Old is NOT the New Young

I spilled it to my Christian chiropractor this afternoon.  Just spilled.  He has a special gift, with his perennially calm demeanor and his seemingly accidental conversation starters.  I should have known.  Sigh.

But I spilled.  So what?  He knows my story.  Maybe this Sunday in mass, he will pray on it.  Or maybe he’s forgotten about it.  I don’t know!  I don’t know how this profession works, what they gain from making us confess.  Well, duh, I guess I do—more business.

But I would have returned to my chiropractor anyway because I want to get my spinal stuff right.  Before I spilled this afternoon, I had intended to return for a follow-up xray to see if my spinal stuff had gotten any worse in the six years I’d been sporadically seeing him.  Thank ME for keeping journals!  Six years.  My GOD how they pile up.  Six years of an unsolved spinal problem.  Six years since I was scared sober and then scared drunk again.  Six years since I wore a size six.  Six years since I was in my early forties.  Now, how the times have changed.

I am approaching fifty. And soon the idea that I have dabbled with for nearly a decade—that the forties are the new forties—will be obsolete. I asked my husband what I should do with 40sarethenew40s when I am no longer in my forties.  Should I keep going?  Should I strive to squeeze in as many thoughts as I can before I hit the magic number.  He just casually replied, “Why don’t you just start calling it “Old is NOT the new young.” Heh heh.  There really is no going back in the forth or fifth decades. There is just now.

This same non-dramatic husband always said—quite matter-of-factly—that I’ll do what I am inclined to do, and I shouldn’t waste time fretting about what I’m not doing. He has been right all along.  I spent my first night of this past weekend, my Friday, reading and commenting on student writing, reaching out to a new class that starts next week, and tweaking my plans for that class.  I stay late at work because I have just one more thing I want to do or try or send so that whatever work I end up doing later at home is purely voluntary and for the purpose of getting a little further ahead.

Work has been an adventure since I was hired full-time and given a professor title.  It wasn’t bad before.  But now, I think it’s extra special.  It’s the kind of thing I should have in my late-forties/early fifties—a title, a paycheck, a job satisfaction that reminds me that all the years I spent working for it have paid off.  I worked for this.  I didn’t work for a novel or an investigative piece of nonfiction.  I didn’t do it, and I’m ok with that.  I have this.

I keep waiting for that old panic to set in, the kind I felt every day in secondary public schools, when every extra little thing I needed to do felt like a chore and an imposition, when I dragged my ass in every day and counted the minutes until I could leave, when the work was never done because there was simply too much all the time and no end in sight.  Hasn’t happened this time around.  I think I found my dream job.  And I think my needs are simple—I thrive in an environment that doesn’t guarantee burnout within a year.  I can’t believe I spent twelve years working under that kind of duress and not making any changes because I just didn’t know any better, because I thought that was normal, because I lacked introspection and thought any unhappiness I felt was my own damn fault.  I am so far past that now, and I’m not EVEN 50.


■ Problem description: When you return the data, keep every word exact and include none of the images.

○ ○ ○

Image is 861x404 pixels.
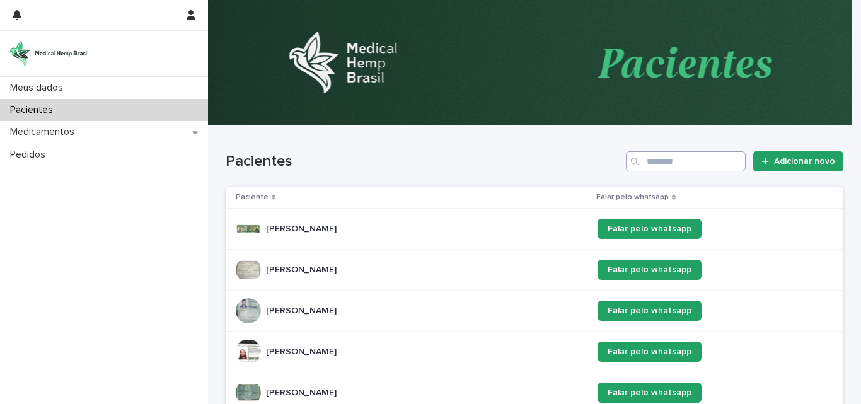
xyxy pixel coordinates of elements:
[597,382,701,403] a: Falar pelo whatsapp
[597,219,701,239] a: Falar pelo whatsapp
[226,209,843,249] tr: [PERSON_NAME] Falar pelo whatsapp
[236,193,268,201] font: Paciente
[626,151,745,171] input: Procurar
[226,331,843,372] tr: [PERSON_NAME] Falar pelo whatsapp
[774,157,835,166] font: Adicionar novo
[10,83,63,93] font: Meus dados
[226,249,843,290] tr: [PERSON_NAME] Falar pelo whatsapp
[10,41,88,66] img: 4UqDjhnrSSm1yqNhTQ7x
[607,388,691,397] font: Falar pelo whatsapp
[753,151,843,171] a: Adicionar novo
[10,149,45,159] font: Pedidos
[596,193,668,201] font: Falar pelo whatsapp
[607,265,691,274] font: Falar pelo whatsapp
[266,306,336,315] font: [PERSON_NAME]
[226,290,843,331] tr: [PERSON_NAME] Falar pelo whatsapp
[607,224,691,233] font: Falar pelo whatsapp
[266,265,336,274] font: [PERSON_NAME]
[266,347,336,356] font: [PERSON_NAME]
[597,260,701,280] a: Falar pelo whatsapp
[266,224,336,233] font: [PERSON_NAME]
[607,347,691,356] font: Falar pelo whatsapp
[10,127,74,137] font: Medicamentos
[266,388,336,397] font: [PERSON_NAME]
[226,154,292,169] font: Pacientes
[10,105,53,115] font: Pacientes
[597,301,701,321] a: Falar pelo whatsapp
[597,341,701,362] a: Falar pelo whatsapp
[607,306,691,315] font: Falar pelo whatsapp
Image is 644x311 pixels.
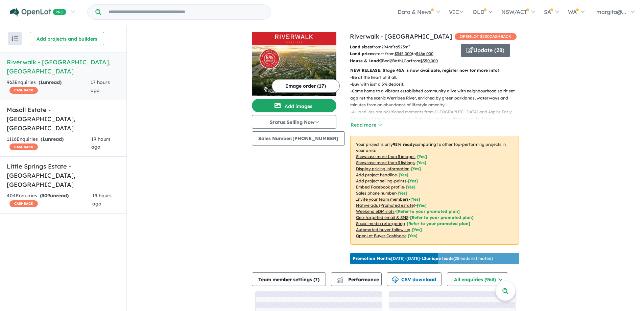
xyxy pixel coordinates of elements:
span: 17 hours ago [91,79,110,93]
img: download icon [392,276,399,283]
span: [Yes] [408,233,417,238]
span: Performance [337,276,379,282]
span: CASHBACK [9,200,38,207]
u: OpenLot Buyer Cashback [356,233,406,238]
span: CASHBACK [9,143,38,150]
span: [ Yes ] [408,178,418,183]
span: [Yes] [417,202,427,208]
span: 19 hours ago [91,136,111,150]
h5: Riverwalk - [GEOGRAPHIC_DATA] , [GEOGRAPHIC_DATA] [7,58,120,76]
button: Team member settings (7) [252,272,326,286]
p: start from [350,50,456,57]
u: Add project selling-points [356,178,406,183]
u: Weekend eDM slots [356,208,394,214]
span: [ Yes ] [417,160,426,165]
u: 2 [390,58,392,63]
span: OPENLOT $ 200 CASHBACK [455,33,517,40]
u: Add project headline [356,172,397,177]
span: 309 [42,193,50,199]
sup: 2 [392,44,394,48]
u: 3 [380,58,382,63]
img: line-chart.svg [337,276,343,280]
p: [DATE] - [DATE] - ( 25 leads estimated) [353,255,493,262]
span: 1 [42,136,45,142]
img: Riverwalk - Werribee [252,46,336,96]
u: Social media retargeting [356,221,405,226]
span: to [394,44,410,49]
span: [ Yes ] [411,166,421,171]
u: Embed Facebook profile [356,184,404,189]
p: Bed Bath Car from [350,58,456,64]
u: Invite your team members [356,196,409,201]
button: Update (28) [461,44,510,57]
span: [Refer to your promoted plan] [397,208,460,214]
p: - Be at the heart of it all. [351,74,524,81]
span: [ Yes ] [399,172,409,177]
a: Riverwalk - Werribee LogoRiverwalk - Werribee [252,32,336,96]
input: Try estate name, suburb, builder or developer [103,5,269,19]
p: - All land lots are positioned moments from [GEOGRAPHIC_DATA] and Aspire Early Education & Kinder... [351,109,524,129]
sup: 2 [409,44,410,48]
button: Sales Number:[PHONE_NUMBER] [252,131,345,145]
p: Your project is only comparing to other top-performing projects in your area: - - - - - - - - - -... [351,135,519,245]
u: $ 550,000 [420,58,438,63]
u: Showcase more than 3 listings [356,160,415,165]
strong: ( unread) [38,79,61,85]
button: Performance [331,272,382,286]
u: Automated buyer follow-up [356,227,410,232]
b: 95 % ready [393,142,415,147]
span: to [412,51,433,56]
u: 294 m [381,44,394,49]
u: 1 [402,58,404,63]
u: Display pricing information [356,166,410,171]
span: CASHBACK [9,87,38,94]
h5: Little Springs Estate - [GEOGRAPHIC_DATA] , [GEOGRAPHIC_DATA] [7,162,120,189]
span: [ Yes ] [398,190,408,195]
p: - Come home to a vibrant established community alive with neighbourhood spirit set against the sc... [351,88,524,108]
button: Add projects and builders [30,32,104,46]
a: Riverwalk - [GEOGRAPHIC_DATA] [350,32,452,40]
u: Geo-targeted email & SMS [356,214,409,220]
span: 7 [315,276,318,282]
span: [Yes] [412,227,422,232]
p: NEW RELEASE: Stage 45A is now available, register now for more info! [351,67,519,73]
b: Promotion Month: [353,256,391,261]
span: [Refer to your promoted plan] [410,214,474,220]
u: $ 466,000 [416,51,433,56]
b: Land sizes [350,44,372,49]
p: - Buy with just a 5% deposit. [351,81,524,88]
div: 404 Enquir ies [7,192,92,208]
span: [ Yes ] [410,196,420,201]
strong: ( unread) [40,193,69,199]
u: 523 m [398,44,410,49]
img: bar-chart.svg [336,278,343,282]
b: 13 unique leads [422,256,454,261]
button: Read more [351,121,382,129]
span: 1 [40,79,43,85]
button: Image order (17) [272,79,340,93]
img: sort.svg [12,36,18,41]
div: 963 Enquir ies [7,78,91,95]
span: [ Yes ] [406,184,416,189]
img: Openlot PRO Logo White [10,8,66,16]
b: House & Land: [350,58,380,63]
p: from [350,44,456,50]
span: [ Yes ] [417,154,427,159]
u: Showcase more than 3 images [356,154,416,159]
u: Sales phone number [356,190,396,195]
button: CSV download [387,272,442,286]
img: Riverwalk - Werribee Logo [255,35,334,43]
div: 1116 Enquir ies [7,135,91,151]
strong: ( unread) [41,136,64,142]
button: Add images [252,99,336,112]
button: All enquiries (963) [447,272,509,286]
span: margita@... [596,8,626,15]
button: Status:Selling Now [252,115,336,128]
u: $ 345,000 [394,51,412,56]
b: Land prices [350,51,374,56]
u: Native ads (Promoted estate) [356,202,415,208]
h5: Masall Estate - [GEOGRAPHIC_DATA] , [GEOGRAPHIC_DATA] [7,105,120,133]
span: [Refer to your promoted plan] [407,221,471,226]
span: 19 hours ago [92,193,111,207]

○ ○ ○

■ Task result:
Image is 861x404 pixels.
xyxy pixel coordinates of elements:
[597,382,701,403] a: Falar pelo whatsapp
[597,219,701,239] a: Falar pelo whatsapp
[226,209,843,249] tr: [PERSON_NAME] Falar pelo whatsapp
[236,193,268,201] font: Paciente
[626,151,745,171] input: Procurar
[226,331,843,372] tr: [PERSON_NAME] Falar pelo whatsapp
[774,157,835,166] font: Adicionar novo
[10,83,63,93] font: Meus dados
[226,249,843,290] tr: [PERSON_NAME] Falar pelo whatsapp
[10,41,88,66] img: 4UqDjhnrSSm1yqNhTQ7x
[607,388,691,397] font: Falar pelo whatsapp
[753,151,843,171] a: Adicionar novo
[10,149,45,159] font: Pedidos
[596,193,668,201] font: Falar pelo whatsapp
[607,265,691,274] font: Falar pelo whatsapp
[266,306,336,315] font: [PERSON_NAME]
[226,290,843,331] tr: [PERSON_NAME] Falar pelo whatsapp
[607,224,691,233] font: Falar pelo whatsapp
[266,265,336,274] font: [PERSON_NAME]
[266,347,336,356] font: [PERSON_NAME]
[597,260,701,280] a: Falar pelo whatsapp
[266,224,336,233] font: [PERSON_NAME]
[607,347,691,356] font: Falar pelo whatsapp
[10,127,74,137] font: Medicamentos
[266,388,336,397] font: [PERSON_NAME]
[226,154,292,169] font: Pacientes
[10,105,53,115] font: Pacientes
[597,301,701,321] a: Falar pelo whatsapp
[597,341,701,362] a: Falar pelo whatsapp
[607,306,691,315] font: Falar pelo whatsapp
Image is 644x311 pixels.
xyxy pixel coordinates of elements:
span: 17 hours ago [91,79,110,93]
img: download icon [392,276,399,283]
span: [Yes] [408,233,417,238]
span: Performance [337,276,379,282]
span: CASHBACK [9,200,38,207]
u: OpenLot Buyer Cashback [356,233,406,238]
span: CASHBACK [9,143,38,150]
span: [ Yes ] [408,178,418,183]
span: [Yes] [417,202,427,208]
span: 19 hours ago [91,136,111,150]
h5: Riverwalk - [GEOGRAPHIC_DATA] , [GEOGRAPHIC_DATA] [7,58,120,76]
button: Team member settings (7) [252,272,326,286]
p: start from [350,50,456,57]
u: Add project selling-points [356,178,406,183]
u: Weekend eDM slots [356,208,394,214]
span: [ Yes ] [417,160,426,165]
u: 2 [390,58,392,63]
span: OPENLOT $ 200 CASHBACK [455,33,517,40]
u: Add project headline [356,172,397,177]
span: 309 [42,193,50,199]
sup: 2 [392,44,394,48]
u: 3 [380,58,382,63]
img: line-chart.svg [337,276,343,280]
p: [DATE] - [DATE] - ( 25 leads estimated) [353,255,493,262]
span: 1 [42,136,45,142]
img: Riverwalk - Werribee [252,46,336,96]
u: Social media retargeting [356,221,405,226]
span: to [394,44,410,49]
span: [ Yes ] [411,166,421,171]
u: Embed Facebook profile [356,184,404,189]
p: Bed Bath Car from [350,58,456,64]
u: Invite your team members [356,196,409,201]
button: Update (28) [461,44,510,57]
span: [Refer to your promoted plan] [397,208,460,214]
p: - Be at the heart of it all. [351,74,524,81]
span: [ Yes ] [399,172,409,177]
a: Riverwalk - Werribee LogoRiverwalk - Werribee [252,32,336,96]
input: Try estate name, suburb, builder or developer [103,5,269,19]
p: - All land lots are positioned moments from [GEOGRAPHIC_DATA] and Aspire Early Education & Kinder... [351,109,524,129]
sup: 2 [409,44,410,48]
button: Sales Number:[PHONE_NUMBER] [252,131,345,145]
p: Your project is only comparing to other top-performing projects in your area: - - - - - - - - - -... [351,135,519,245]
u: $ 550,000 [420,58,438,63]
u: Showcase more than 3 listings [356,160,415,165]
strong: ( unread) [38,79,61,85]
button: Performance [331,272,382,286]
u: Automated buyer follow-up [356,227,410,232]
b: 95 % ready [393,142,415,147]
span: to [412,51,433,56]
u: 294 m [381,44,394,49]
u: 1 [402,58,404,63]
u: Display pricing information [356,166,410,171]
span: CASHBACK [9,87,38,94]
h5: Little Springs Estate - [GEOGRAPHIC_DATA] , [GEOGRAPHIC_DATA] [7,162,120,189]
span: [ Yes ] [398,190,408,195]
p: - Come home to a vibrant established community alive with neighbourhood spirit set against the sc... [351,88,524,108]
button: Add projects and builders [30,32,104,46]
a: Riverwalk - [GEOGRAPHIC_DATA] [350,32,452,40]
u: Geo-targeted email & SMS [356,214,409,220]
span: 7 [315,276,318,282]
span: [Yes] [412,227,422,232]
p: NEW RELEASE: Stage 45A is now available, register now for more info! [351,67,519,73]
b: Promotion Month: [353,256,391,261]
span: [Refer to your promoted plan] [410,214,474,220]
u: $ 466,000 [416,51,433,56]
b: Land sizes [350,44,372,49]
p: - Buy with just a 5% deposit. [351,81,524,88]
div: 404 Enquir ies [7,192,92,208]
span: [ Yes ] [410,196,420,201]
strong: ( unread) [40,193,69,199]
u: 523 m [398,44,410,49]
img: bar-chart.svg [336,278,343,282]
b: 13 unique leads [422,256,454,261]
button: Read more [351,121,382,129]
span: 1 [40,79,43,85]
button: Image order (17) [272,79,340,93]
img: sort.svg [12,36,18,41]
div: 963 Enquir ies [7,78,91,95]
span: [ Yes ] [406,184,416,189]
img: Openlot PRO Logo White [10,8,66,16]
b: House & Land: [350,58,380,63]
p: from [350,44,456,50]
span: [ Yes ] [417,154,427,159]
u: Showcase more than 3 images [356,154,416,159]
u: Sales phone number [356,190,396,195]
button: CSV download [387,272,442,286]
img: Riverwalk - Werribee Logo [255,35,334,43]
div: 1116 Enquir ies [7,135,91,151]
strong: ( unread) [41,136,64,142]
button: Add images [252,99,336,112]
button: All enquiries (963) [447,272,509,286]
span: margita@... [596,8,626,15]
button: Status:Selling Now [252,115,336,128]
u: $ 345,000 [394,51,412,56]
b: Land prices [350,51,374,56]
u: Native ads (Promoted estate) [356,202,415,208]
h5: Masall Estate - [GEOGRAPHIC_DATA] , [GEOGRAPHIC_DATA] [7,105,120,133]
span: [Refer to your promoted plan] [407,221,471,226]
span: 19 hours ago [92,193,111,207]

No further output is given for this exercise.